North Korea’s practiced pattern of cordiality, spectacle and duplicity has been well-documented and repeated time-and-time again. Last week’s behavior should have come as no surprise.

When Pyongyang’s accord with Washington was announced last month, I was impressed by the diplomatic skill of North Korea. They had negotiated a win-win deal. Kim Jong-un would be able to feed his people thus cementing his legitimacy as the new Supreme Leader. He would appear like a competent leader at home and a trusted statesman abroad. Barack Obama would be able to claim that he had successfully negotiated nuclear security in the Far East, a foreign policy victory that he could then use against his Republican opponents in the November election.

Why Kim Jong-un abandoned this deal is anybody’s guess. Did he want to demonstrate his control over his country’s affairs? Did the military establishment overpower the naïve new leader? Or did Kim actually believe he could get away with this stunt?

Well if he thought he had Washington over a barrel, he gravely miscalculated. The U.N. Security Council censured North Korea on Monday and expanded the already tight sanctions on the Stalinist state.

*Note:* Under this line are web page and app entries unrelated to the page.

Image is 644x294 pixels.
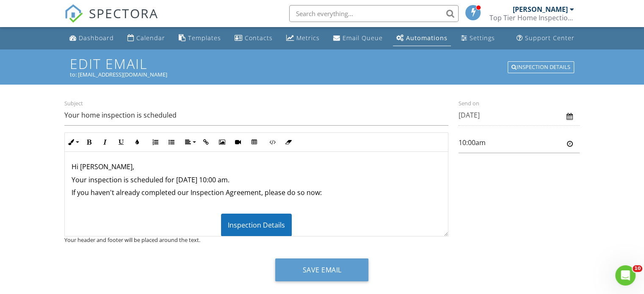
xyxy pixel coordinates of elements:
div: [PERSON_NAME] [513,5,568,14]
button: Bold (Ctrl+B) [81,134,97,150]
iframe: Intercom live chat [615,265,635,285]
button: Underline (Ctrl+U) [113,134,129,150]
a: Metrics [283,30,323,46]
button: Clear Formatting [280,134,296,150]
h1: Edit Email [70,56,574,71]
div: Calendar [137,34,165,42]
div: Your header and footer will be placed around the text. [65,237,448,243]
p: Your inspection is scheduled for [DATE] 10:00 am. [72,175,441,184]
div: to: [EMAIL_ADDRESS][DOMAIN_NAME] [70,71,574,78]
button: Insert Image (Ctrl+P) [214,134,230,150]
span: SPECTORA [89,4,158,22]
button: Unordered List [163,134,179,150]
div: Email Queue [343,34,383,42]
a: Calendar [124,30,168,46]
button: Inline Style [65,134,81,150]
div: Settings [470,34,495,42]
a: Support Center [513,30,578,46]
div: Contacts [245,34,273,42]
p: If you haven't already completed our Inspection Agreement, please do so now: [72,188,441,197]
input: Please Select [459,105,579,126]
a: Automations (Basic) [393,30,451,46]
img: The Best Home Inspection Software - Spectora [65,4,83,23]
a: Settings [458,30,498,46]
div: Top Tier Home Inspections LLC [489,14,574,22]
div: Automations [406,34,447,42]
a: Email Queue [330,30,386,46]
button: Insert Link (Ctrl+K) [198,134,214,150]
a: Templates [175,30,224,46]
input: Search everything... [289,5,459,22]
a: Inspection Details [507,62,574,70]
input: Please Select [459,132,579,153]
div: Templates [188,34,221,42]
div: Support Center [525,34,574,42]
div: Dashboard [79,34,114,42]
button: Insert Table [246,134,262,150]
a: SPECTORA [65,12,158,29]
a: Contacts [231,30,276,46]
span: 10 [632,265,642,272]
div: Metrics [296,34,319,42]
button: Colors [129,134,145,150]
a: Dashboard [66,30,117,46]
div: Inspection Details [221,213,292,237]
p: Hi [PERSON_NAME], [72,162,441,171]
button: Save Email [275,258,368,281]
div: Inspection Details [507,61,574,73]
button: Ordered List [147,134,163,150]
button: Code View [264,134,280,150]
a: Inspection Details [221,220,292,230]
button: Align [181,134,198,150]
label: Subject [65,100,83,107]
button: Insert Video [230,134,246,150]
button: Italic (Ctrl+I) [97,134,113,150]
label: Send on [459,100,479,107]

Some might wonder why the U.S. was so determined to stop North Korea from launching a satellite. When North Korea went nuclear in 2006, the country’s next goal was to develop a long-range ballistic missile capable of striking the western coast of the U.S. Many military analysts have stipulated that the satellite launch was a cover for testing its missile technology. Such a missile would give Pyongyang unprecedented leverage in dealing with the international community and would be a grave threat to America’s national security.

One month ago, Kim Jong-un was on the verge of gaining what his father, Kim Jong-il, was never able to get in 17 years of tangling with the U.S.: hundreds-of-thousands of tons of food aid, some adequately-fed subjects and respect on the world stage as a reasonable statesman. Now, he has $1 billion worth of rocket debris, a demoralized military, 22 million hungry North Koreans and zero credibility.

At least now we know what Kim Jong-un’s word is worth. Nothing. Like father, like son.